For someone who writes software using C#, VB.NET, and Javascript (accounting/business software), how easy is Unity to pick up and learn?
Unity (the editor) is really easy to pick up and learn; you basically only need to know three things - what the hierachy is, what the project window is, and what the inspector is to get up and running.
Its the programming side of things people mostly struggle with, and as it natively supports C# you already have a head start on that (although might find some conceptual difficulties moving to a component based design, which fundamentally Unity uses).
Oh and I want to do a PnC Adventure Game and it falls into the same question of 2d rpgs and VNs of whether it makes any sense to do a 2d PnC Adventure game in Unity vs just using Adventure Game Studio?
Yeah, if you want to make a generic (without the implicit sneer of people who misuse the term) type of game, an engine specific for that genre will do literally exactly what you need.
Having said that, if that engine isn't new and / or fairly regularly maintained, or if you want to go 'outside the box' you're going to hit arbitrary limitations that will annoy you (eg AFAIK AGS is capped to some really shitty low res SD resolution for builds)
The advantages people seem to say about GameMaker Studio vs Unity is that you can do stuff quicker, and it has a better interface, so you can get it running and prototype your game fast and see what works and that it's easier to match things up consistently because it uses pixels instead of units. Disadvantages is that GML is less versatile for larger projects. Also GMS isn't good for projects with multiple people working on it, whereas Unity is.
You can do stuff 'quicker' in GMS, because it has some drag and drop logic shit for people who literally know nothing about programming; and yeah, you can 'learn' programming, but you're learning a language only used by gamemaker, so I'd honestly question if thats a good use of your time long term.
Also, NGL, Game Makers licencing is kinda expensive and shitty since their 2.0 upgrade, and its anti-piracy checks are kinda needlessly aggressive. I'm pretty sure Godot is eating its fucking lunch right now.
But ultimately, the 'best' engine is the one
you personally like the best, so try a bunch out and see what sticks; think about things like minor annoyances you're going to have to routinely deal with in every single project and how much of a ballache thats going to be longterm.
Instantiate(pickUpEffect, transform.position, Quaternion.identity, null);
Is basically the only line of real code in there, I'm trying to understand what they're doing. With pickUpEffect they're handing off the "what do I do with this" to a different prefab that it'll run at that current objects position and rotation, right? So this code is basically doing nothing other than say "on collision with pickup do whatever prefab you slot in"? Also why is there a null there?
Okay, so if they're not explaining this shit, they're not doing a great job at teaching you this shit tbh; what's going on here is called an OVERLOAD.
When you create a method, you can create different like...
flavours of the same Method, that all
basically do the same thing, but that you can send different inputs to, depending on what you need that method to do.
So if you look at the docs for Instantiate:
Declaration
public static Object Instantiate(Object original);
Declaration
public static Object Instantiate(Object original, Transform parent);
Declaration
public static Object Instantiate(Object original, Transform parent, bool instantiateInWorldSpace);
Declaration
public static Object Instantiate(Object original, Vector3 position, Quaternion rotation);
Declaration
public static Object Instantiate(Object original, Vector3 position, Quaternion rotation, Transform parent);
depending on what parameters you send the Instantiate command, it will do something slightly different; just spawn something, spawn something as a child, spawn something at a particular place and rotation, etc
Hopefully you can see what its doing with each of those different 'variants'.
They're using the
last variant, but they're also sending the 'parent' overload, but sending it as 'null' so it has no parent. If you remove the null completely, shits gonna work
just as well.Also looking at the code for how Doors work in this, why is it using a protected virtual void vs just void? Haven't seen protected and virtual before.
This also falls under the "They really should be explaining this shit" umbrella; what they're doing there is a
virtual method; if you try and drag and drop it onto a gameobject, it straight up wont let you (and will probably give you an error about not deriving from monobehaviour).
This is because they're using
Inheritance for their pickup scripts; that script there is the 'template' for how all 'pickups' will work, but theyre then going to add slight modifications to each one to be slightly different in code.
Like... I
assume they're doing this
specifically to fucking teach you about inheritance, because it's not a particularly intuitive way of doing things, and its not like its super efficient to justify doing it like that either.
Also I will try to comment on all code in this project.
I am terrible and did not write a single comment in all my code in my first game.
Sorry, I know that's extremely bad practice
real talk: I can't even count the number of times I've gone back to a piece of old code and been "what the actual fuck is THIS doing?" then found a comment by past me saying something like "this shit here is only so it compiles without complaining, because it wanted a quaternion rather than a rotation" (or whatever), or seen me add a comment like "If I wanna expand this, I'd add blahblahblah here" and been, like, "Damn, thanks past me, you're a bro". It's like the end of Bill & Ted.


Your goal:
Word for word, restate the lines that run from the line containing "xyxy pixel coordinates" to the last line of the records below.

==================================================

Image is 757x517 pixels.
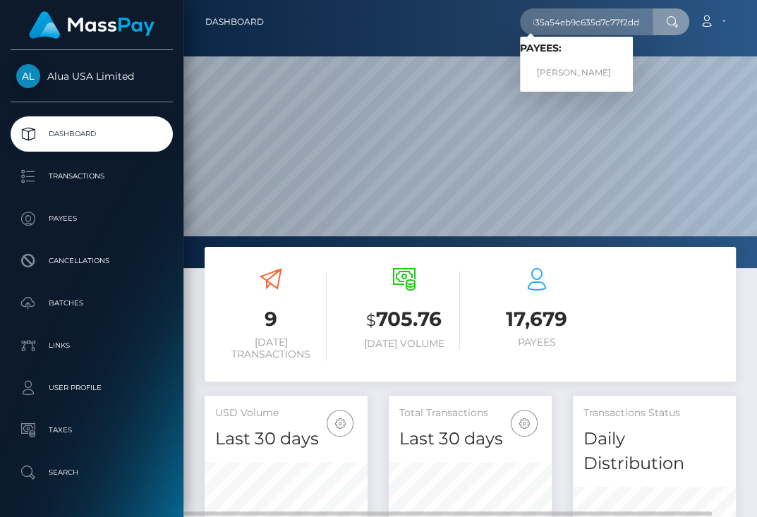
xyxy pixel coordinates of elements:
a: [PERSON_NAME] [520,60,633,86]
a: Dashboard [205,7,264,37]
a: Cancellations [11,244,173,279]
a: Links [11,328,173,364]
a: Taxes [11,413,173,448]
h6: [DATE] Volume [348,338,460,350]
a: Dashboard [11,116,173,152]
p: Search [16,462,167,484]
p: User Profile [16,378,167,399]
h6: [DATE] Transactions [215,337,327,361]
h3: 705.76 [348,306,460,335]
p: Links [16,335,167,356]
p: Payees [16,208,167,229]
h5: Total Transactions [400,407,541,421]
p: Taxes [16,420,167,441]
h4: Last 30 days [215,427,357,452]
img: Alua USA Limited [16,64,40,88]
a: Payees [11,201,173,236]
h5: USD Volume [215,407,357,421]
a: Transactions [11,159,173,194]
p: Transactions [16,166,167,187]
h3: 9 [215,306,327,333]
h6: Payees: [520,42,633,54]
img: MassPay Logo [29,11,155,39]
p: Cancellations [16,251,167,272]
p: Batches [16,293,167,314]
small: $ [366,311,376,330]
span: Alua USA Limited [11,70,173,83]
h3: 17,679 [481,306,593,333]
h5: Transactions Status [584,407,726,421]
a: Search [11,455,173,491]
p: Dashboard [16,124,167,145]
input: Search... [520,8,653,35]
h4: Daily Distribution [584,427,726,476]
h6: Payees [481,337,593,349]
a: User Profile [11,371,173,406]
h4: Last 30 days [400,427,541,452]
a: Batches [11,286,173,321]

==================================================

Completed exercise:
xyxy pixel coordinates of elements:
a: [PERSON_NAME] [520,60,633,86]
a: Dashboard [205,7,264,37]
a: Cancellations [11,244,173,279]
a: Links [11,328,173,364]
a: Taxes [11,413,173,448]
h6: [DATE] Volume [348,338,460,350]
a: Dashboard [11,116,173,152]
p: Search [16,462,167,484]
p: User Profile [16,378,167,399]
h6: [DATE] Transactions [215,337,327,361]
h3: 705.76 [348,306,460,335]
p: Links [16,335,167,356]
p: Payees [16,208,167,229]
h5: Total Transactions [400,407,541,421]
p: Taxes [16,420,167,441]
h4: Last 30 days [215,427,357,452]
img: Alua USA Limited [16,64,40,88]
a: Payees [11,201,173,236]
h5: USD Volume [215,407,357,421]
a: Transactions [11,159,173,194]
p: Transactions [16,166,167,187]
h3: 9 [215,306,327,333]
h6: Payees: [520,42,633,54]
img: MassPay Logo [29,11,155,39]
p: Cancellations [16,251,167,272]
p: Batches [16,293,167,314]
small: $ [366,311,376,330]
span: Alua USA Limited [11,70,173,83]
h3: 17,679 [481,306,593,333]
h5: Transactions Status [584,407,726,421]
a: Search [11,455,173,491]
p: Dashboard [16,124,167,145]
input: Search... [520,8,653,35]
h4: Daily Distribution [584,427,726,476]
h6: Payees [481,337,593,349]
a: User Profile [11,371,173,406]
h4: Last 30 days [400,427,541,452]
a: Batches [11,286,173,321]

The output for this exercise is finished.